The four composers also use modernist approaches to “undo” state nationalist intervention in folk music from written sources. This allows them to create a less refined soundscape from the imagined “root” of Chinese culture. Anthologized folk songs published by the Chinese government tend to be metrically regularized and temper the regional flavors with simple, diatonic melodies. To recreate the indigenous flavor, Sheng, for example, distorts the notated rhythm through additive means and introduces embellishing notes to the transcribed melody, often using half steps or large leaps. Newly composed, atonal fragmented gestures used in tandem with folk song quotations also unite the composer’s ethnic sentiments with the nationalist culture. With the amateur music makers in rural communities being embraced as successors of Chinese ethnic cultures, the pitch and rhythm complexity and unpredictability may also be interpreted as imitating the folk practice's imprecise and spontaneous music-making processes.

Therefore, post-tonal gestures and compositional processes are as powerful as the direct quotation of Chinese folk music elements expressing composers’ ethnic heritage deemed lost to modernity. Using such strategies, Chinese American composers depict an imperfect, amateur, rural Chinese image that is perpetuated with its foreignness while being able to be blended into the modern, Western musical space.

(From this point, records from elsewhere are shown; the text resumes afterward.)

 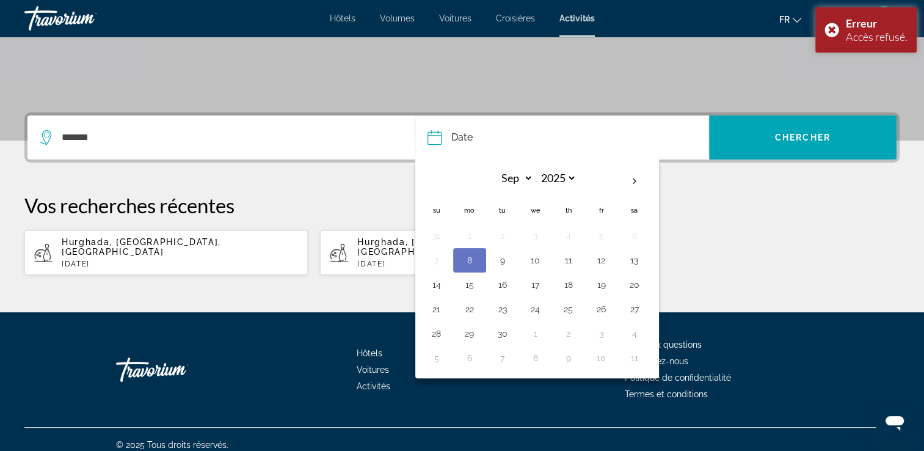 What do you see at coordinates (791, 19) in the screenshot?
I see `button: Changer la langue` at bounding box center [791, 19].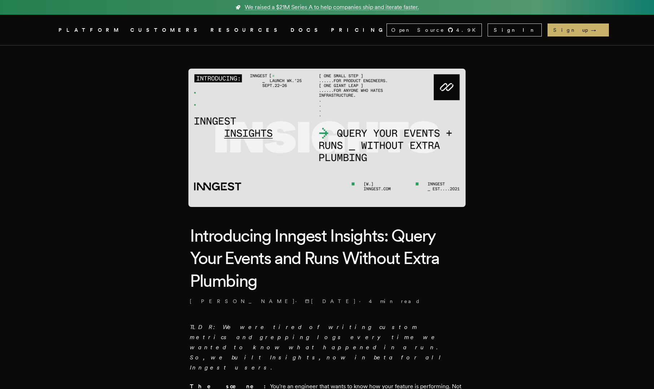 The height and width of the screenshot is (389, 654). I want to click on a: PRICING, so click(359, 30).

Fantasy and Formenlehre in Imperial Japan

Rina Sugawara

University of Chicago

The 1937 manifesto Kokutai no Hongi dictated the modern national mission: “to build up a new Japanese culture by adopting and sublimating Western cultures with our national entity as the basis, and to contribute spontaneously to the advancement of world culture” (Hall, ed. 1949, 183). Encapsulating the paradoxical joint projects of Japanism and Westernization, the text critiques “abstract thought” as the peril of “Western liberalism” and extols instead, “concrete creation” as a Japanese artistic practice—a distinction also found in musical discourse, which claimed composition in the realm of “creation” [創造/sōzō] rather than the homonymic “imagination” [想像/sōzō]. Curious, then, that a significant fraction of contemporary compositions were fantasy pieces, and that fantasy was theorized as one of three compositional types alongside the sonata and variation. Fantasy, to be clear, indexes a European art music category purporting a freedom of expression and fancifulness of thought that seems antithetical to the warring nation’s increasing regulations over the imagination and its expressions. How, then, did musical fantasy serve the national polity? How was musical fantasy conceived as a musical form in this adoptive phase of Western style composition as a “Japanese” art?

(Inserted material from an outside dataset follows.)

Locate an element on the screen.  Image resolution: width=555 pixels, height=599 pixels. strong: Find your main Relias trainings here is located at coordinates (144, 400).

In this paper, I analyze Sōkichi Ozaki’s Phantasie und Fuge (1936) and the theories on fantasy penned by his teacher Saburō Moroi. Examined relative to the Kokutai and Alan Tansman’s theory of “the rhetoric of unspoken fascism,” I argue that musical fantasy upholds an imperial philosophy that similarly distingishes abstract from concrete form. As I demonstrate, Ozaki signals a formal topography using trite tonal conventions, deploying what he calls a “model form.” Form here functions as a fungible organizational and rhetorical device rather than an abstracted order of events, just as the Kokutai emphasizes “formal qualities” like repetition over “such matters as premises, transitions, or conclusions” (Tansman 2009, 152). Noting Moroi’s claim that the “fantasy type” lacks formal expectations, I conclude that musical fantasy becomes justified as concrete creation by appropriating, or sublimating, Germanic Formenlehre. Joining the conversation on German-Japanese musical relations and an anticolonial re-disciplining of comparative music theory, I show how sociocultural values and politics of fantasy inform compositional practice.